In the summer of 1887, London staged a spectacle the likes of which it had never seen. Fifty kings, princes, and heads of state converged on Buckingham Palace for a banquet in honor of Queen Victoria’s Golden Jubilee – fifty years on the throne. The procession through the city the following day stretched, in Mark Twain’s words, to the limit of sight in both directions. Ten miles of scaffolding had been erected along the route to accommodate the crowds. Indian cavalry escorted the Queen’s gilded landau through streets delirious with celebration. She wore a bonnet rather than a crown – she had refused the robes of state – and yet no one in that crowd doubted for a moment that they were witnessing the most powerful monarch in the world.

The Crown of 1887 was born from this moment. Struck at the Royal Mint specifically for the Jubilee, it introduced a new portrait of Victoria – the Jubilee Head, sculpted by Sir Joseph Edgar Boehm – replacing the Young Head that had appeared on British coinage since 1838. The queen was now sixty-seven, and the new effigy showed her as she was: mature, veiled, wearing a small crown and ornate jewels. It was an honest portrait of an older woman who happened to rule a quarter of the earth’s surface.

The coin was not without controversy. The small crown perched atop Victoria’s head was widely mocked as unbecoming of an empress. The reverse carried no stated denomination – an oversight that caused immediate practical problems. The sixpence, gilded by fraudsters, circulated as a half sovereign. The double florin, almost identical in size to the Crown, was passed off in pubs across England as the higher-value coin – earning the unfortunate nickname the Barmaid’s Grief. The Royal Mint began reconsidering the entire Jubilee coinage within a year of its release.

And yet there is something deeply affecting about this Crown.
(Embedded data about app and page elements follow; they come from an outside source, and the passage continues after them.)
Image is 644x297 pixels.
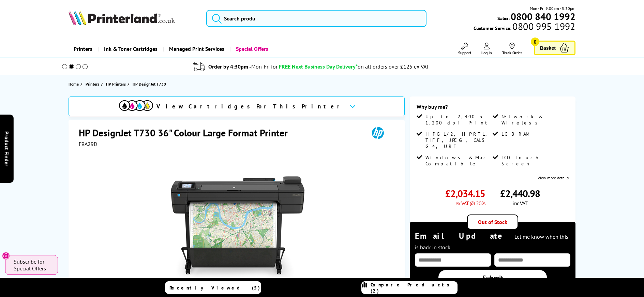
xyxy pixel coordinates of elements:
[362,127,393,139] img: HP
[79,127,295,139] h1: HP DesignJet T730 36" Colour Large Format Printer
[106,80,127,88] a: HP Printers
[417,103,569,114] div: Why buy me?
[85,80,101,88] a: Printers
[106,80,126,88] span: HP Printers
[498,15,510,22] span: Sales:
[502,114,567,126] span: Network & Wireless
[85,80,99,88] span: Printers
[2,252,10,260] button: Close
[133,80,168,88] a: HP DesignJet T730
[458,50,471,55] span: Support
[540,43,556,53] span: Basket
[165,281,261,294] a: Recently Viewed (5)
[68,80,79,88] span: Home
[456,200,485,207] span: ex VAT @ 20%
[502,43,522,55] a: Track Order
[98,40,163,58] a: Ink & Toner Cartridges
[68,40,98,58] a: Printers
[439,270,547,286] a: Submit
[279,63,358,70] span: FREE Next Business Day Delivery*
[415,230,571,251] div: Email Update
[458,43,471,55] a: Support
[511,23,575,29] span: 0800 995 1992
[502,131,530,137] span: 1GB RAM
[163,40,229,58] a: Managed Print Services
[371,282,457,294] span: Compare Products (2)
[425,131,491,149] span: HP-GL/2, HP-RTL, TIFF, JPEG, CALS G4, URF
[119,100,153,111] img: cmyk-icon.svg
[510,13,576,20] a: 0800 840 1992
[169,285,260,291] span: Recently Viewed (5)
[361,281,458,294] a: Compare Products (2)
[53,61,570,73] li: modal_delivery
[229,40,273,58] a: Special Offers
[14,258,51,272] span: Subscribe for Special Offers
[79,141,97,147] span: F9A29D
[415,233,568,251] span: Let me know when this is back in stock
[481,50,492,55] span: Log In
[502,154,567,167] span: LCD Touch Screen
[251,63,278,70] span: Mon-Fri for
[530,5,576,12] span: Mon - Fri 9:00am - 5:30pm
[3,131,10,166] span: Product Finder
[104,40,158,58] span: Ink & Toner Cartridges
[68,10,198,27] a: Printerland Logo
[445,187,485,200] span: £2,034.15
[511,10,576,23] b: 0800 840 1992
[531,37,539,46] span: 0
[133,80,166,88] span: HP DesignJet T730
[68,80,80,88] a: Home
[481,43,492,55] a: Log In
[171,161,305,295] img: HP DesignJet T730
[513,200,527,207] span: inc VAT
[206,10,426,27] input: Search produ
[473,23,575,32] span: Customer Service:
[208,63,278,70] span: Order by 4:30pm -
[425,154,491,167] span: Windows & Mac Compatible
[68,10,175,25] img: Printerland Logo
[467,214,518,229] div: Out of Stock
[500,187,540,200] span: £2,440.98
[156,102,344,110] span: View Cartridges For This Printer
[425,114,491,126] span: Up to 2,400 x 1,200 dpi Print
[534,41,576,55] a: Basket 0
[538,175,569,180] a: View more details
[358,63,429,70] div: on all orders over £125 ex VAT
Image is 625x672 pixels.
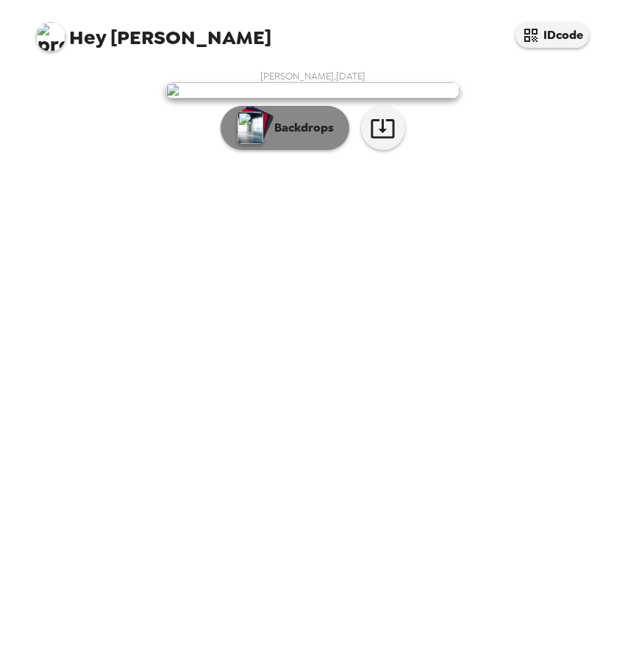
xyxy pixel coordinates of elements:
img: profile pic [36,22,65,52]
button: Backdrops [220,106,349,150]
span: Hey [69,24,106,51]
span: [PERSON_NAME] [36,15,271,48]
button: IDcode [516,22,589,48]
span: [PERSON_NAME] , [DATE] [260,69,365,82]
p: Backdrops [267,119,334,137]
img: user [166,82,459,98]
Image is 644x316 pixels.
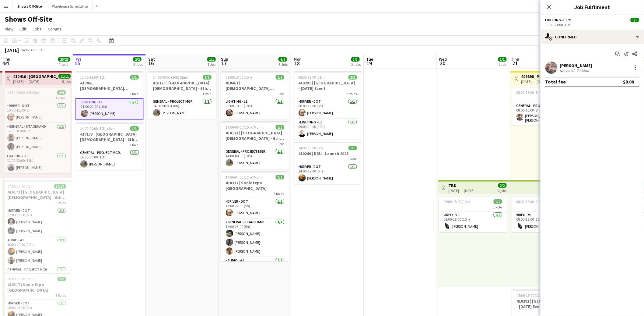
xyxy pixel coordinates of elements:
h3: 410291 | [GEOGRAPHIC_DATA] - [DATE] Event [294,80,362,91]
span: 1/1 [498,57,507,62]
div: 1 Job [499,62,507,66]
app-card-role: Driver - DOT1/114:00-19:00 (5h)[PERSON_NAME] [294,163,362,184]
span: 08:00-19:00 (11h) [517,293,543,298]
span: 1/1 [131,75,139,79]
button: Shows Off-Site [12,0,47,12]
span: 1/1 [276,125,284,129]
app-card-role: Audio - A12/210:00-20:00 (10h)[PERSON_NAME][PERSON_NAME] [2,237,71,266]
div: 11:00-21:00 (10h) [546,23,639,27]
div: EDT [38,48,44,52]
span: 08:00-18:00 (10h) [226,75,252,79]
app-job-card: 08:00-16:00 (8h)1/11 RoleGeneral - Project Mgr.1/108:00-16:00 (8h)[PERSON_NAME] [PERSON_NAME] [512,88,580,125]
span: Week 33 [20,48,35,52]
app-card-role: General - Project Mgr.1/114:00-00:00 (10h)[PERSON_NAME] [148,98,216,119]
a: View [2,25,16,33]
app-card-role: Video - V11/108:00-18:00 (10h)[PERSON_NAME] [512,211,580,232]
span: 08:00-19:00 (11h) [7,276,34,281]
app-card-role: Lighting - L11/109:00-19:00 (10h)[PERSON_NAME] [294,119,362,140]
span: 17:00-04:00 (11h) (Mon) [226,175,262,179]
app-card-role: Lighting - L11/112:00-23:00 (11h)[PERSON_NAME] [2,153,71,173]
span: Thu [512,56,520,62]
button: Warehouse Scheduling [47,0,93,12]
span: Comms [48,26,62,32]
span: 1 Role [130,143,139,147]
span: 7/7 [57,276,66,281]
h3: 410416 | [GEOGRAPHIC_DATA][DEMOGRAPHIC_DATA] - [GEOGRAPHIC_DATA] [13,74,59,79]
span: 1/1 [207,57,216,62]
span: Sat [148,56,155,62]
span: Wed [439,56,447,62]
h3: 410173 | [GEOGRAPHIC_DATA][DEMOGRAPHIC_DATA] - 6th Grade Fall Camp FFA 2025 [148,80,216,91]
span: 14:00-00:00 (10h) (Sun) [153,75,189,79]
h3: 409898 | PDH Systems - Rock the Smokies 2025 [521,74,567,79]
div: $0.00 [623,79,634,85]
h3: 410317 | Sonic Expo [GEOGRAPHIC_DATA] [221,180,289,191]
div: 2 Jobs [134,62,143,66]
h3: 410240 | KSU - Launch 2025 [294,151,362,156]
span: 1 Role [348,157,357,161]
app-card-role: Driver - DOT2/207:00-13:00 (6h)[PERSON_NAME][PERSON_NAME] [2,207,71,237]
span: 14:00-00:00 (10h) (Mon) [226,125,262,129]
div: 4 Jobs [59,62,70,66]
a: Comms [45,25,64,33]
span: Mon [294,56,302,62]
app-job-card: 14:00-19:00 (5h)1/1410240 | KSU - Launch 20251 RoleDriver - DOT1/114:00-19:00 (5h)[PERSON_NAME] [294,142,362,184]
span: 1 Role [493,204,503,209]
span: 2 Roles [347,92,357,96]
h3: 410291 | [GEOGRAPHIC_DATA] - [DATE] Event [512,298,580,309]
span: 07:00-20:00 (13h) [7,184,34,189]
app-job-card: 14:00-00:00 (10h) (Sun)1/1410173 | [GEOGRAPHIC_DATA][DEMOGRAPHIC_DATA] - 6th Grade Fall Camp FFA ... [148,71,216,119]
app-job-card: 08:00-18:00 (10h)1/11 RoleVideo - V11/108:00-18:00 (10h)[PERSON_NAME] [512,196,580,232]
span: 14/14 [54,184,66,189]
div: 14:00-00:00 (10h) (Mon)1/1410173 | [GEOGRAPHIC_DATA][DEMOGRAPHIC_DATA] - 6th Grade Fall Camp FFA ... [221,121,289,169]
app-card-role: Video - V11/108:00-18:00 (10h)[PERSON_NAME] [439,211,507,232]
div: 08:00-18:00 (10h)1/11 RoleVideo - V11/108:00-18:00 (10h)[PERSON_NAME] [439,196,507,232]
span: Fri [76,56,81,62]
app-job-card: 10:30-23:00 (12h30m)4/43 RolesDriver - DOT1/110:30-15:30 (5h)[PERSON_NAME]General - Stagehand2/21... [2,88,71,173]
div: 5 jobs [62,79,71,84]
span: 9/9 [279,57,287,62]
div: 17:00-04:00 (11h) (Mon)7/7410317 | Sonic Expo [GEOGRAPHIC_DATA]5 RolesDriver - DOT1/117:00-22:00 ... [221,171,289,261]
span: 1/1 [349,146,357,150]
span: Lighting - L1 [546,18,568,22]
span: 08:00-18:00 (10h) [517,199,543,204]
div: 2 Jobs [352,62,361,66]
span: 5 Roles [55,293,66,298]
span: 11:00-21:00 (10h) [80,75,107,79]
div: 3 Jobs [279,62,288,66]
app-job-card: 08:00-19:00 (11h)2/2410291 | [GEOGRAPHIC_DATA] - [DATE] Event2 RolesDriver - DOT1/108:00-13:00 (5... [294,71,362,140]
span: 1/1 [131,126,139,131]
span: 20 [438,60,447,66]
span: 19 [366,60,374,66]
a: Jobs [30,25,44,33]
app-job-card: 08:00-18:00 (10h)1/1410461 | [DEMOGRAPHIC_DATA][GEOGRAPHIC_DATA]1 RoleLighting - L11/108:00-18:00... [221,71,289,119]
div: [PERSON_NAME] [560,63,592,68]
app-card-role: Audio - A11/1 [221,257,289,278]
span: Thu [2,56,10,62]
div: Not rated [560,68,576,73]
div: [DATE] → [DATE] [521,79,567,84]
app-card-role: Driver - DOT1/110:30-15:30 (5h)[PERSON_NAME] [2,102,71,123]
span: 2/2 [349,75,357,79]
app-card-role: General - Project Mgr.1/114:00-00:00 (10h)[PERSON_NAME] [76,149,144,170]
span: 18 [293,60,302,66]
app-card-role: Lighting - L11/111:00-21:00 (10h)[PERSON_NAME] [76,98,144,120]
div: 2 jobs [498,188,507,193]
span: 11/11 [59,74,71,79]
app-job-card: 14:00-00:00 (10h) (Sat)1/1410173 | [GEOGRAPHIC_DATA][DEMOGRAPHIC_DATA] - 6th Grade Fall Camp FFA ... [76,123,144,170]
button: Lighting - L1 [546,18,573,22]
span: 08:00-19:00 (11h) [299,75,325,79]
div: Total fee [546,79,567,85]
app-card-role: General - Project Mgr.1/114:00-00:00 (10h)[PERSON_NAME] [221,148,289,169]
span: 14 [2,60,10,66]
h3: TBD [449,183,475,189]
div: 73.36mi [576,68,590,73]
h1: Shows Off-Site [5,15,52,24]
a: Edit [17,25,29,33]
span: 2/2 [498,183,507,188]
The British Empire in 1887 was at its absolute zenith – more territory, more subjects, more naval power than any empire in human history. The sun, as the saying goes, never set on it. But Victoria herself had spent much of the previous twenty-six years in near-total seclusion, paralyzed by grief after the death of Prince Albert, her popularity eroding with each unseen year. The Jubilee restored her to her people. The woman who rode through London that June day was not the remote, mourning widow the public had grown frustrated with – she was, again, their queen.

This coin captures that restoration in silver. A new portrait for a new chapter – the last and most imperious act of the longest reign Britain had ever seen.